It’s a mission that Melendez also shares, and her new job clearly has the added benefit of being confined to L.A. after four years of relative absence. “She has been approached by others for much more lucrative positions, but she wants to be home,” Santa Ana said.

Excerpts from the interview with Melendez:

Patch: What do like about Eagle Rock?

Melendez: I’ve been a resident now for 20 years. It’s just a wonderful community. I’ve seen it continue to flourish, with the restaurants and coffee houses. I attend St. Dominic Church, so it’s really easy for me to walk to mass and walk back. We hang out at Colombo’s on Saturdays because we love the music and the food. We try to go for pizza at Casa Bianca, we have coffee at the Coffee Table. We hang out here as much as we can. But in all, I’ve been gone four years—two in D.C. and two in Santa Ana.

Patch: What was it like to work in a school district whose name is the same as your husband’s name? 

Melendez: I used to get teased a lot. People would say I’m Santa Ana squared. But it’s a great school district and I miss it a lot.

Patch: What do you miss most about it? 

Melendez: The students. The parents. The staff. I was very lucky. It’s a good board of education—very supportive. They really care about kids, which is rare to find. I really admired their commitment to kids—and that’s what makes it so hard to go.

Patch: So why did you leave?

Melendez: I came home because I only used to see Otto on weekends. And I used to see my parents only for about an hour and a half once a week in Montebello—if I could do it once a week. In the 30 years that I’ve been in public education I have always put my career first. And I decided that as I reach the retirement age and years of service I would come home. I haven’t lived in this house. Sometimes I wake up and I don’t know whether I’m in Tustin or in Eagle Rock. Sometimes, when I came home on the weekends, I didn’t even sit in the living room because I have to do all these errands.

Patch: What aspect of education in California do you think works particularly well?

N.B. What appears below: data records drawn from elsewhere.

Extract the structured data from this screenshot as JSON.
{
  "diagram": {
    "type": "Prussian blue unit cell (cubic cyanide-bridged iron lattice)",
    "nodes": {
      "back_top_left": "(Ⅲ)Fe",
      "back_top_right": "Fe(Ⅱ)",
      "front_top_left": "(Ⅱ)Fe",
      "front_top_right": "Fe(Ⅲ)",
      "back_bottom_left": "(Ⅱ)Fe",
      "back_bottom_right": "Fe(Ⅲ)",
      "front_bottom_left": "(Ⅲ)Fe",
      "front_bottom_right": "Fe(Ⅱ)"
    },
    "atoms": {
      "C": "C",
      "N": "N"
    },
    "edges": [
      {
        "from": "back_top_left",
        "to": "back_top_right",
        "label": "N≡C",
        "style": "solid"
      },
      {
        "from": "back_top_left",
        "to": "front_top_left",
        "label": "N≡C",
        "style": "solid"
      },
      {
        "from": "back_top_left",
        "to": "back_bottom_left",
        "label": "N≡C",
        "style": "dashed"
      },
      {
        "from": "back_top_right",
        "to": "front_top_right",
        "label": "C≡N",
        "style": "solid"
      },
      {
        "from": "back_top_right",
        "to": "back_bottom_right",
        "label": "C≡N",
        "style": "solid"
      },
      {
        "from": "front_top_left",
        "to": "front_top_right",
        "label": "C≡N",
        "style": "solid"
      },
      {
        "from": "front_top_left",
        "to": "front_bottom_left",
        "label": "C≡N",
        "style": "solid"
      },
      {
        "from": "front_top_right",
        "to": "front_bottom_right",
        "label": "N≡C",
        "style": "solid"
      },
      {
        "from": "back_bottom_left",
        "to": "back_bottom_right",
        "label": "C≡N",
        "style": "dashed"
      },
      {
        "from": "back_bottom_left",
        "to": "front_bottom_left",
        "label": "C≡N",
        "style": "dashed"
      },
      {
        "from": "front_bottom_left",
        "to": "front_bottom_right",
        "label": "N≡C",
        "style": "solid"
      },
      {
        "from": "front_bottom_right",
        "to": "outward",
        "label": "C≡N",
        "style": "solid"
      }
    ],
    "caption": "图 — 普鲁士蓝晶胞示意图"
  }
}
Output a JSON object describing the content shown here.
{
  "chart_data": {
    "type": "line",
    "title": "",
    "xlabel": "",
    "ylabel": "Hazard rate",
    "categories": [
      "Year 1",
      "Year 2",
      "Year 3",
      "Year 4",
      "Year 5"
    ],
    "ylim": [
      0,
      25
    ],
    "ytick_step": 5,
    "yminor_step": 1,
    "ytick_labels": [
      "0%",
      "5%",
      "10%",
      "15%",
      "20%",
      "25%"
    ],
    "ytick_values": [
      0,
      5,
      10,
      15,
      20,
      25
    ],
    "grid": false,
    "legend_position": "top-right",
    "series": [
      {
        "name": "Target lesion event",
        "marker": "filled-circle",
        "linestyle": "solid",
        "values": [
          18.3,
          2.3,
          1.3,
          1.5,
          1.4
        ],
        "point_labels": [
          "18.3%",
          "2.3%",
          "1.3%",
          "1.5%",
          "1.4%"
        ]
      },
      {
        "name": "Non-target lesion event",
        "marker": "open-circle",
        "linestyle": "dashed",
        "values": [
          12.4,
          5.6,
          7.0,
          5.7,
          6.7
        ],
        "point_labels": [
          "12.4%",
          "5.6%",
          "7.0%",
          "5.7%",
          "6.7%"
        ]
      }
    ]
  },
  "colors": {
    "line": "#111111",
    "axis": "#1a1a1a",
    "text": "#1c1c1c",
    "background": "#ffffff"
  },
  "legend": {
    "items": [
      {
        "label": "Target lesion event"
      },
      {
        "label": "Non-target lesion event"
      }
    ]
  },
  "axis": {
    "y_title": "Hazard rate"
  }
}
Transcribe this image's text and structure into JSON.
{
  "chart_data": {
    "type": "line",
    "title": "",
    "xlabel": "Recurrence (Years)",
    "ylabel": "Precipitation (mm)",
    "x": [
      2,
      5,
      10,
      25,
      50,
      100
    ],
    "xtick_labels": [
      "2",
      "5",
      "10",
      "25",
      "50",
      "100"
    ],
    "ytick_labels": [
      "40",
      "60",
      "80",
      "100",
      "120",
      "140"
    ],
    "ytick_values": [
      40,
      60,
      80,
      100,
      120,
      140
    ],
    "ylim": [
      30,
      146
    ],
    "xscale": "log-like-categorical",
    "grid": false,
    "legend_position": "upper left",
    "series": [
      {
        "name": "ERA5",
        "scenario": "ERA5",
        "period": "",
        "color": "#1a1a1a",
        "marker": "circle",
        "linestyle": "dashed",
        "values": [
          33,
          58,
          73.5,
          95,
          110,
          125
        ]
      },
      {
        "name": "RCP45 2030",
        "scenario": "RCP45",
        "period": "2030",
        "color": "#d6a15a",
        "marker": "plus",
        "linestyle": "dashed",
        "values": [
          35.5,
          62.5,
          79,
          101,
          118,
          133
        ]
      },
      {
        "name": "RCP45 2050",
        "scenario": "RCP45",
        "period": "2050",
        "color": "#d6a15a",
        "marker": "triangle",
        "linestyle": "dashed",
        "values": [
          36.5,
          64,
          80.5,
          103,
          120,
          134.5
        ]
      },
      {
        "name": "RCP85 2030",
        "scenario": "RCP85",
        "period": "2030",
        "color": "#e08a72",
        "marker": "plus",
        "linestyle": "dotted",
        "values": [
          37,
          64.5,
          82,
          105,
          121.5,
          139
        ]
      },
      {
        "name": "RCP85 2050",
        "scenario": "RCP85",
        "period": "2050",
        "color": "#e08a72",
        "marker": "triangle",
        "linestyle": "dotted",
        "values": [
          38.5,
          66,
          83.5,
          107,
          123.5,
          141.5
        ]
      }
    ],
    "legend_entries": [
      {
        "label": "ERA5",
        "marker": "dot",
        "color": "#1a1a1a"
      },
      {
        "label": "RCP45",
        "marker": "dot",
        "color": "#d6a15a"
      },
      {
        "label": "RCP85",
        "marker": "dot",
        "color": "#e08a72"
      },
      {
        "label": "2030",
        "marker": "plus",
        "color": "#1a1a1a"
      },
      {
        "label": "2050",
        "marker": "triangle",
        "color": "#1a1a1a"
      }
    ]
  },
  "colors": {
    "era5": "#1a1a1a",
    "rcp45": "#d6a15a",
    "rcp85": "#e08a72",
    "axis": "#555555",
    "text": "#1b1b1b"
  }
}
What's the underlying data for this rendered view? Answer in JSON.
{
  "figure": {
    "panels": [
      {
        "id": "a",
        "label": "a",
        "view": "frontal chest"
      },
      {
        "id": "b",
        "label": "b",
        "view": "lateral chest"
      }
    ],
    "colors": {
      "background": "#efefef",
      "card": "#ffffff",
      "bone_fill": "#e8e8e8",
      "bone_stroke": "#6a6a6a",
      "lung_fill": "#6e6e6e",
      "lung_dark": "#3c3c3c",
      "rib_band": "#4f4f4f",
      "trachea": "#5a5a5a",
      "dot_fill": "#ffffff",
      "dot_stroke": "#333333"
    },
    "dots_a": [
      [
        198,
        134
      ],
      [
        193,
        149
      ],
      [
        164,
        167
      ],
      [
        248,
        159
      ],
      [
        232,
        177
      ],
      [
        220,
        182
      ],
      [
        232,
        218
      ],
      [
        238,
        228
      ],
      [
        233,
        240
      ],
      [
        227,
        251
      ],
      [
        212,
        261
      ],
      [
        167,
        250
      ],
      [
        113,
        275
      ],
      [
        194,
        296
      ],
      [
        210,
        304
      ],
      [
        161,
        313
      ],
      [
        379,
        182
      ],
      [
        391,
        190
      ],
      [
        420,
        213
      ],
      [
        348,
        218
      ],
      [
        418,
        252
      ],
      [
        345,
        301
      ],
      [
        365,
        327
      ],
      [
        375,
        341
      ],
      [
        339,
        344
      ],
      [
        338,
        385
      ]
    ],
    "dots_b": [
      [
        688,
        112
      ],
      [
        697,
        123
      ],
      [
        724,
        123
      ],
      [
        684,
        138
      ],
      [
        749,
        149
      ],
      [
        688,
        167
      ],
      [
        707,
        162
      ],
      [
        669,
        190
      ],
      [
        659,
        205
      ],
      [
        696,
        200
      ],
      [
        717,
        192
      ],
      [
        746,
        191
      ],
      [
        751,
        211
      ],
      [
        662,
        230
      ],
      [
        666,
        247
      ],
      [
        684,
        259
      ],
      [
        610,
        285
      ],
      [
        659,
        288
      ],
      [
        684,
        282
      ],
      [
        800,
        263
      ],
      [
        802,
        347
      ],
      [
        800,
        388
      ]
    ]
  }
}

Melendez: I think California has lots of challenges. And that’s what I’ve been focused on primarily. While I was in Washington D.C., I visited schools in 25 states—from Alaska to Florida. I went to a school district in Clarksdale, Mississippi, where there was a lot of poverty. But there were teachers and superintendents who really care. What surprised me the most was to see the amount of money such states invest in education—which we don’t in California. We’re 49th in the nation in spending on schools. New Jersey spends $21,000 per student and the class sizes are 15. What’s available to students there in terms of technology is just not comparable to what we have in California.

It’s kind of like what happens to frogs in boiling water. If you put them into boiling hot water, they jump out. But if you put the frog into cold water and then turn up the heat slowly, it kills the frog. Similarly, we have slowly been losing funding for public education. I’m shocked at the lack of public support. There are no music programs anymore. There are no summer school programs. I’ve been a advocate for spending more money on intervention programs for children of poverty. 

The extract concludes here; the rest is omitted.